After reading this list of charges against Brian McLaughlin, a Queens assemblyman and president of the New York City Central Labor Council, I'm sure many people will be calling for his head (myself included). McLaughlin is accused of:
- stealing $95,000 from Little League baseball teams to pay his rent.
- creating two no-show jobs on his legislative payroll and keeping part of one salary.
- using his subordinates as “personal servants,” to take his dog to the veterinarian, hang Christmas lights, trap rodents in his basement and clean out his barn.
- making an aide use his E-ZPass at tollbooths to make it appear that he had returned home from Albany later than he really had, allowing him to bill for daily allowances given to legislators.
- using more than $330,000 from his re-election campaign funds to pay for personal expenses like a rehearsal dinner for his son’s wedding, renovation of his $760,000 house in Suffolk County near Long Island Sound, payment of his country club membership fees and the purchase and installation of a plasma television for a female friend.
- using stolen money for an $80,000 Mercedes-Benz for his wife, marina fees, school tuition for one of his children, rent payments on his Albany residence and rent payments on his Queens residence.
If true, the only mysteries are how human DNA can be so configured to permit this stupidity and why it took so long to indict him.
Doing the math, the article reports that the total theft is $2.2 million over ten years in a union comprised of a million members. So that works out to 22 cents per member per year. Checking my own response to this, I got way more angry over it than I typically do to other economic crimes, like reports of CEO malfeasance, which often have much bigger financial impacts. So why am I so angry?
The union movement is predicated on protecting the rights of the downtrodden working class. It lobbies for special concessions from the rest of society--that we confer and protect the union's monopoly rents--on behalf a select group of people. And reports of corruption like this undermine that case, as McLaughlin would tell us that they are poor enough to need special protections from the rest of us but act in such a way that he believes they are not so poor that he cannot rip them off for his own financial gain.
The combination of state-sanctioned monopoly and hypocrisy is what set me off, well beyond the size of the actual crime.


> **AIM OF THE EXERCISE**
Please restate each entry that follows word for word.

**********

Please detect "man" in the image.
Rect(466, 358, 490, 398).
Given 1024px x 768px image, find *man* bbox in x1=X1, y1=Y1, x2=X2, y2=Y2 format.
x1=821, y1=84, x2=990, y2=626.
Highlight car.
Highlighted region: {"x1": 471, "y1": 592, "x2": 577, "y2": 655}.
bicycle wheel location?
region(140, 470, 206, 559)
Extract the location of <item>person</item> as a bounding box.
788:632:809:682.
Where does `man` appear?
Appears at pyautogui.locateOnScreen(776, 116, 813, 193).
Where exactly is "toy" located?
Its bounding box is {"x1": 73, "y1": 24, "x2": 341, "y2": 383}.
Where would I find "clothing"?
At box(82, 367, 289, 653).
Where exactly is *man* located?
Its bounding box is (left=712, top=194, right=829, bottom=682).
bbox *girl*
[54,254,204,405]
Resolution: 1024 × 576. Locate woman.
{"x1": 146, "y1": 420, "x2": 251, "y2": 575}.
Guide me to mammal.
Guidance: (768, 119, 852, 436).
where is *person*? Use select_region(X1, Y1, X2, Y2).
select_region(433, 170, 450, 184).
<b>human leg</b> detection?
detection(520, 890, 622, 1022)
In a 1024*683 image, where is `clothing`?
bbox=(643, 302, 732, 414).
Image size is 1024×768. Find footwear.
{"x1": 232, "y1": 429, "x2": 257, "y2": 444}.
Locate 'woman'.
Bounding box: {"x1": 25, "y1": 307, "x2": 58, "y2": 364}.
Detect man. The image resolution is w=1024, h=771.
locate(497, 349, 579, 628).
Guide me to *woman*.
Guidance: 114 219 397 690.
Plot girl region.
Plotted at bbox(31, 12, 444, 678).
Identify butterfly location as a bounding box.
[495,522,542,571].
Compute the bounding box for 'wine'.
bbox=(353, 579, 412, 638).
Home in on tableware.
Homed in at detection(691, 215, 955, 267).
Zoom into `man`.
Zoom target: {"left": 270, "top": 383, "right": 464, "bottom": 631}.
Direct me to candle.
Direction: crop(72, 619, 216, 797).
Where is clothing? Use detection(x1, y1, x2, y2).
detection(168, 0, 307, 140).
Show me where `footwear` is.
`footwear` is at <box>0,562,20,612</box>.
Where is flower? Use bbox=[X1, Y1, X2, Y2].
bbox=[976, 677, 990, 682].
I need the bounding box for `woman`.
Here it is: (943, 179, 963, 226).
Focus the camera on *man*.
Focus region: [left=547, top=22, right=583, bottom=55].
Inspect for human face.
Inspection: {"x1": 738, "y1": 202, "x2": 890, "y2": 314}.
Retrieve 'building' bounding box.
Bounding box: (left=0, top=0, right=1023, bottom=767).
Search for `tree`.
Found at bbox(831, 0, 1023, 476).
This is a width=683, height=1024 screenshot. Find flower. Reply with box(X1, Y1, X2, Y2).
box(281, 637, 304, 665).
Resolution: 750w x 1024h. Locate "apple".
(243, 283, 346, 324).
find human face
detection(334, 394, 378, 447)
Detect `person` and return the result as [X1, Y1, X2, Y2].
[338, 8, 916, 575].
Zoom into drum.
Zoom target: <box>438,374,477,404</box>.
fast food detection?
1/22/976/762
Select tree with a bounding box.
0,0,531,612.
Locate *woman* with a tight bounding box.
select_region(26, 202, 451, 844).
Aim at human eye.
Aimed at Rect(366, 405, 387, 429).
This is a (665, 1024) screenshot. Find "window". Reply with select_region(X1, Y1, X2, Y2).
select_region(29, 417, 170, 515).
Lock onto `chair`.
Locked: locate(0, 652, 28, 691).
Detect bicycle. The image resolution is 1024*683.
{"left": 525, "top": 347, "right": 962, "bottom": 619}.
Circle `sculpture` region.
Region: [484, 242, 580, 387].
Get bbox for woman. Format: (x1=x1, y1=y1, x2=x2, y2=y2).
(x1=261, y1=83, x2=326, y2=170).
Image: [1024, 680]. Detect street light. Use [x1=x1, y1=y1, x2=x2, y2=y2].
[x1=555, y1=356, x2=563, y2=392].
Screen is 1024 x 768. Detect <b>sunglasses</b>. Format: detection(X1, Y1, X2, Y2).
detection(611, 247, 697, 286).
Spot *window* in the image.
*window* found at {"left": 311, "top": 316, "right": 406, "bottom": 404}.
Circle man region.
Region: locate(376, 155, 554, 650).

**********

> **REPLY**
Please detect "man" in the image.
Rect(466, 358, 490, 398).
Given 1024px x 768px image, find *man* bbox in x1=X1, y1=Y1, x2=X2, y2=Y2 format.
x1=821, y1=84, x2=990, y2=626.
Highlight car.
Highlighted region: {"x1": 471, "y1": 592, "x2": 577, "y2": 655}.
bicycle wheel location?
region(140, 470, 206, 559)
Extract the location of <item>person</item> as a bounding box.
788:632:809:682.
Where does `man` appear?
Appears at pyautogui.locateOnScreen(776, 116, 813, 193).
Where exactly is "toy" located?
Its bounding box is {"x1": 73, "y1": 24, "x2": 341, "y2": 383}.
Where would I find "clothing"?
At box(82, 367, 289, 653).
Where exactly is *man* located?
Its bounding box is (left=712, top=194, right=829, bottom=682).
bbox *girl*
[54,254,204,405]
Resolution: 1024 × 576. Locate woman.
{"x1": 146, "y1": 420, "x2": 251, "y2": 575}.
Guide me to mammal.
Guidance: (768, 119, 852, 436).
where is *person*? Use select_region(X1, Y1, X2, Y2).
select_region(433, 170, 450, 184).
<b>human leg</b> detection?
detection(520, 890, 622, 1022)
In a 1024*683 image, where is `clothing`?
bbox=(643, 302, 732, 414).
Image size is 1024×768. Find footwear.
{"x1": 232, "y1": 429, "x2": 257, "y2": 444}.
Locate 'woman'.
Bounding box: {"x1": 25, "y1": 307, "x2": 58, "y2": 364}.
Detect man. The image resolution is w=1024, h=771.
locate(497, 349, 579, 628).
Guide me to *woman*.
Guidance: 114 219 397 690.
Plot girl region.
Plotted at bbox(31, 12, 444, 678).
Identify butterfly location as a bounding box.
[495,522,542,571].
Compute the bounding box for 'wine'.
bbox=(353, 579, 412, 638).
Home in on tableware.
Homed in at detection(691, 215, 955, 267).
Zoom into `man`.
Zoom target: {"left": 270, "top": 383, "right": 464, "bottom": 631}.
Direct me to candle.
Direction: crop(72, 619, 216, 797).
Where is clothing? Use detection(x1, y1, x2, y2).
detection(168, 0, 307, 140).
Show me where `footwear` is.
`footwear` is at <box>0,562,20,612</box>.
Where is flower? Use bbox=[X1, Y1, X2, Y2].
bbox=[976, 677, 990, 682].
I need the bounding box for `woman`.
Here it is: (943, 179, 963, 226).
Focus the camera on *man*.
Focus region: [left=547, top=22, right=583, bottom=55].
Inspect for human face.
Inspection: {"x1": 738, "y1": 202, "x2": 890, "y2": 314}.
Retrieve 'building' bounding box.
Bounding box: (left=0, top=0, right=1023, bottom=767).
Search for `tree`.
Found at bbox(831, 0, 1023, 476).
This is a width=683, height=1024 screenshot. Find flower. Reply with box(X1, Y1, X2, Y2).
box(281, 637, 304, 665).
Resolution: 750w x 1024h. Locate "apple".
(243, 283, 346, 324).
find human face
detection(334, 394, 378, 447)
Detect `person` and return the result as [X1, Y1, X2, Y2].
[338, 8, 916, 575].
Zoom into drum.
Zoom target: <box>438,374,477,404</box>.
fast food detection?
1/22/976/762
Select tree with a bounding box.
0,0,531,612.
Locate *woman* with a tight bounding box.
select_region(26, 202, 451, 844).
Aim at human eye.
Aimed at Rect(366, 405, 387, 429).
This is a (665, 1024) screenshot. Find "window". Reply with select_region(X1, Y1, X2, Y2).
select_region(29, 417, 170, 515).
Lock onto `chair`.
Locked: locate(0, 652, 28, 691).
Detect bicycle. The image resolution is 1024*683.
{"left": 525, "top": 347, "right": 962, "bottom": 619}.
Circle `sculpture` region.
Region: [484, 242, 580, 387].
Get bbox for woman. Format: (x1=x1, y1=y1, x2=x2, y2=y2).
(x1=261, y1=83, x2=326, y2=170).
Image: [1024, 680]. Detect street light. Use [x1=x1, y1=y1, x2=x2, y2=y2].
[x1=555, y1=356, x2=563, y2=392].
Screen is 1024 x 768. Detect <b>sunglasses</b>. Format: detection(X1, Y1, X2, Y2).
detection(611, 247, 697, 286).
Spot *window* in the image.
*window* found at {"left": 311, "top": 316, "right": 406, "bottom": 404}.
Circle man region.
Region: locate(376, 155, 554, 650).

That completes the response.